Flowers in a Wooden Vessel - 1606-7
Kunsthistorisches Museum - Vienna
I saw, for the first time, "Flowers in a Wooden Vessel" , last year, at the Kunsthistorisches Museum, in Vienna and it immediately captured my attention for its poetic composition and the perfect brush strokes made by master Brueghel The Elder. It was painted for Archduke Albert VII, the sovereign regent of the Spanish Netherlands, and became one of the most famous floral still lifes in European art. The grand format, the perfect painting technique and the highly successful composition make it a characteristic piece for an art collection of the time. It’s interesting that the references usually found in floral still life related with the transitoriness of earthly things occurs here in an incidentally way: we can see that some flowers that have fallen are wilted or have been damaged by insects but in the all picture they aren’t relevant enough to caught our attention. This painting also has another curiosity which is to aggregate flowers associated with different seasons of the year. Here they all bloom at once, a situation only found in the “eternal spring” of Paradise. In a letter written by Brueghel The Elder it’s interesting what he says about this painting:
”when winter approaches, covering everything in ice, I take pleasure in the view – and in my imagination even in the scent – of flowers, if not the real ones then the artificial kind found in the painting”.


- _Required work_: For the word "figure", return each line of the data in which it occurs.

[Dataset records on visual material]

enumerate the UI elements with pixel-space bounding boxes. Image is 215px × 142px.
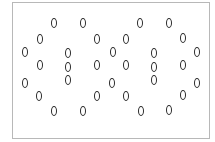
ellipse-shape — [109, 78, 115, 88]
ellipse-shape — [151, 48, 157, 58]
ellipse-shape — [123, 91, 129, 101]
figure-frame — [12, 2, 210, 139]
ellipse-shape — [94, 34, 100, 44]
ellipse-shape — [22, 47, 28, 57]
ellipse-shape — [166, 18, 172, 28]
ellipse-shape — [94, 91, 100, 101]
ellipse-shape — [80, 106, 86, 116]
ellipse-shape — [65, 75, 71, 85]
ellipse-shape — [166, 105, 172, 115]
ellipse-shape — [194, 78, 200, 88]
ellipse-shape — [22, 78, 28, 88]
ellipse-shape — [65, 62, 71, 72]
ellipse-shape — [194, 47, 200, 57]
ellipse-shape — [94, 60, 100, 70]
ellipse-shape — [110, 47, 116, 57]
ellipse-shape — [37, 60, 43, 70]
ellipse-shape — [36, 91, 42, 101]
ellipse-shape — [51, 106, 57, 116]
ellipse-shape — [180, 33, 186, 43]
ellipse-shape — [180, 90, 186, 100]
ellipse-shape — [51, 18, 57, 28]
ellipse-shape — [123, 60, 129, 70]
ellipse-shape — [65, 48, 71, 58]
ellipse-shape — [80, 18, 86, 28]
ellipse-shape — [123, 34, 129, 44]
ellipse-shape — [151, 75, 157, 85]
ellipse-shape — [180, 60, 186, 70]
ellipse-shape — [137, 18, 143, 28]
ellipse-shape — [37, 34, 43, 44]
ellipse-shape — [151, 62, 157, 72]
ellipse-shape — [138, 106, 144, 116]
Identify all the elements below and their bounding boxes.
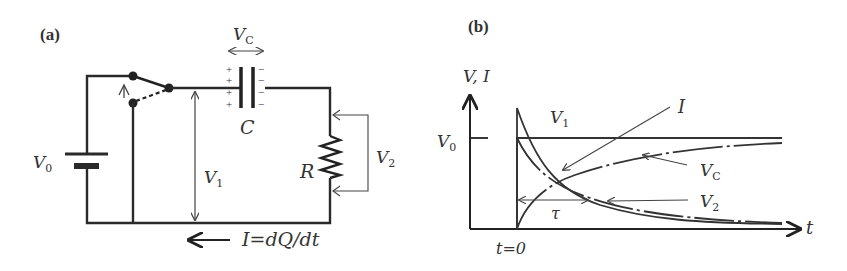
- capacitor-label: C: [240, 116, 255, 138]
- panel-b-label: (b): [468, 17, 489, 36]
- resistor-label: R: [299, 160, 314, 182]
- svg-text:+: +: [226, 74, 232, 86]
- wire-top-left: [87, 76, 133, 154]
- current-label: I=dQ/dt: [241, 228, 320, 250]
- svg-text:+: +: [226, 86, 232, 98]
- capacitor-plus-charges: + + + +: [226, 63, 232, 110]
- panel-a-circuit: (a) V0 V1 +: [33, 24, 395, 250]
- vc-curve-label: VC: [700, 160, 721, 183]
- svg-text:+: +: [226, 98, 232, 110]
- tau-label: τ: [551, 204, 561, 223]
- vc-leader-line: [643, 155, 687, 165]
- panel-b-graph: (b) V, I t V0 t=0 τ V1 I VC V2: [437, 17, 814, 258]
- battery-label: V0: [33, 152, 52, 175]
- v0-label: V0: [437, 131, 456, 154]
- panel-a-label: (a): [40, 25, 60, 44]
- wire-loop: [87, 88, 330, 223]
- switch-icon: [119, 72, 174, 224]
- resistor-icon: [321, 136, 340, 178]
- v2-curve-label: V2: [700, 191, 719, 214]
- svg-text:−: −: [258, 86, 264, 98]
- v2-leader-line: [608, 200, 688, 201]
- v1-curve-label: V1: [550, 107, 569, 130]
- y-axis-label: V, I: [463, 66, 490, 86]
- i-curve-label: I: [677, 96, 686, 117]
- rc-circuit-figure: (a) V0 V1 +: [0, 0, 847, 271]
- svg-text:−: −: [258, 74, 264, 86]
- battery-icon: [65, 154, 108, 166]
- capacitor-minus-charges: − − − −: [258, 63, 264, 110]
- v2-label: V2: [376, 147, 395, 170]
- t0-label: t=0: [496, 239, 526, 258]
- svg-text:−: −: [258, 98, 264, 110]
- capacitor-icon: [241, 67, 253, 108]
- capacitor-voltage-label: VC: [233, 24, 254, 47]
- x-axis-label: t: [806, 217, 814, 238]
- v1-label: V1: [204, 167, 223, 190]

==

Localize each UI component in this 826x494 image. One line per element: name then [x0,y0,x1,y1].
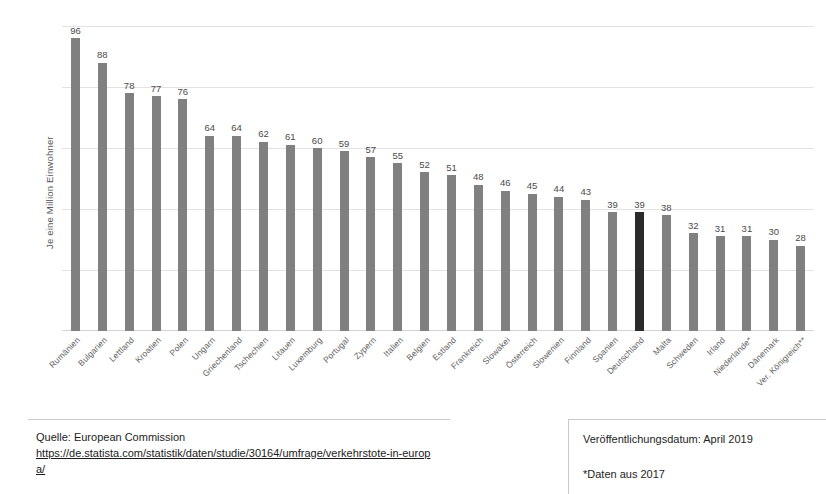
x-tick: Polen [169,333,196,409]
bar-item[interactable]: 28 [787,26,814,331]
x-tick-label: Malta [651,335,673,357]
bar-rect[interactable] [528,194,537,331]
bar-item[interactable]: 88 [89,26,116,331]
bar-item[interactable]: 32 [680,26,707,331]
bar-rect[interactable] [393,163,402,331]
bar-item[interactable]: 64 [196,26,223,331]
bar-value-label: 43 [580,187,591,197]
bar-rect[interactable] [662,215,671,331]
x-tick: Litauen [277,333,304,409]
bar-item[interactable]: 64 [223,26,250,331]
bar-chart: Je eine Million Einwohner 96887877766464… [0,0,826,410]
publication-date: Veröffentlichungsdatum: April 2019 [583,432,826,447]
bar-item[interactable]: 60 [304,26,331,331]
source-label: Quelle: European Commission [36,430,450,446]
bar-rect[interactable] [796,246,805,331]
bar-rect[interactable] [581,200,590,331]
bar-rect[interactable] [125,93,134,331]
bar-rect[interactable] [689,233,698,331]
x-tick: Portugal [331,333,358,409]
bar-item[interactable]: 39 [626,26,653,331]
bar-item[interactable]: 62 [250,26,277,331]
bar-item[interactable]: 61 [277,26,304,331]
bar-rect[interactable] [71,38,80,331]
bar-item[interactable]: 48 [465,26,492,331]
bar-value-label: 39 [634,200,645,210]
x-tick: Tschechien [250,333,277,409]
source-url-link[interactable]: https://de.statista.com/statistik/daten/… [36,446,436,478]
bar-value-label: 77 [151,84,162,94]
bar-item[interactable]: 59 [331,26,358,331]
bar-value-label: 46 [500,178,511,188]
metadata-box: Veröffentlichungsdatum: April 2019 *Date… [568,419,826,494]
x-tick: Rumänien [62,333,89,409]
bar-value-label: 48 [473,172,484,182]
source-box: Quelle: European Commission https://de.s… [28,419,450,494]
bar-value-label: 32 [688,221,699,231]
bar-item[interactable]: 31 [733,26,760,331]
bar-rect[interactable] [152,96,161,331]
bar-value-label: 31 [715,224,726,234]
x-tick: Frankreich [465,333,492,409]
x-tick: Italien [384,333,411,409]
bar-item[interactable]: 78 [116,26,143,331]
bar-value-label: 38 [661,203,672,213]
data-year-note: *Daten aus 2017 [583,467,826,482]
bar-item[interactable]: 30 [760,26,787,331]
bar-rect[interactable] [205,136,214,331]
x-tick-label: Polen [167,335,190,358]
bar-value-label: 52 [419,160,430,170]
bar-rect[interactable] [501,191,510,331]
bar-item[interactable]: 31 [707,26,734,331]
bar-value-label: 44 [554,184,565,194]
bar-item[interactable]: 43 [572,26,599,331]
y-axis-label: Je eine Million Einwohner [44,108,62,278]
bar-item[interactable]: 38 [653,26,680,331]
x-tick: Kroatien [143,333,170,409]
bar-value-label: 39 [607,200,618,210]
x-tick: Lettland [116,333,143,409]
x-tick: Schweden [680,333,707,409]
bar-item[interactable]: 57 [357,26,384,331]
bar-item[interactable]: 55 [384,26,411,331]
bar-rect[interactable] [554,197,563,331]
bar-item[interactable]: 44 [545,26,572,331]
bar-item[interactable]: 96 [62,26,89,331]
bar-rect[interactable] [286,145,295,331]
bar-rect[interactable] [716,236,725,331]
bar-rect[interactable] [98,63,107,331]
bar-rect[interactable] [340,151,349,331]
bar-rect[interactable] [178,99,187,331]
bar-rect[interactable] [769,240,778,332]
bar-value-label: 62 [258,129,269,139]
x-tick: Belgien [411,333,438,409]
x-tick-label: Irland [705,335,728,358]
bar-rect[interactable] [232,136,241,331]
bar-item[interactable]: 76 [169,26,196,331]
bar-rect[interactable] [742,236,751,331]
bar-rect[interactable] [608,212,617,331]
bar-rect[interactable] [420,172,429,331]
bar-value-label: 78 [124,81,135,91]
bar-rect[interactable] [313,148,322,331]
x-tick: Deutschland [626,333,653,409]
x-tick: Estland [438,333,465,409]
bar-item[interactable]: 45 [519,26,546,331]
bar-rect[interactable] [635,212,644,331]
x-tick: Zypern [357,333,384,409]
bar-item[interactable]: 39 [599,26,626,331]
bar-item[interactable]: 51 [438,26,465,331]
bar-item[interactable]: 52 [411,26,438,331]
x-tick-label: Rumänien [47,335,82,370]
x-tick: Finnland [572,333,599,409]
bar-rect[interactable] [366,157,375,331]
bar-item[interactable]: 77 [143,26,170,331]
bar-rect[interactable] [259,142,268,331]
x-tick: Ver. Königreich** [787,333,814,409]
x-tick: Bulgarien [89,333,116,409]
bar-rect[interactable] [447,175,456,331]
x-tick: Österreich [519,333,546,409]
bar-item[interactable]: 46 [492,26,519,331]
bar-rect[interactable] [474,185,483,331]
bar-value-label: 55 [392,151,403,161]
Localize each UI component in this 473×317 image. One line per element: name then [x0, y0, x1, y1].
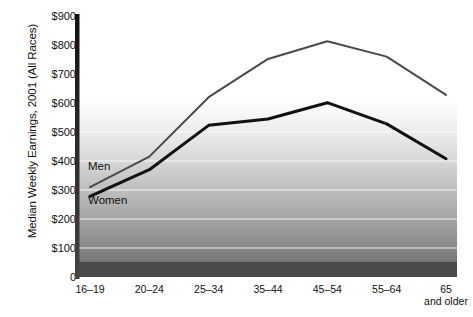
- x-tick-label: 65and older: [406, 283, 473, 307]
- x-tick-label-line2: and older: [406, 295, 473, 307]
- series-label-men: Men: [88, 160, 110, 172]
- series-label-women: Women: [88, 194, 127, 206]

- _Result_:
figure-frame — [12, 2, 210, 139]
- rc-circuit-figure: (a) V0 V1 +: [0, 0, 847, 271]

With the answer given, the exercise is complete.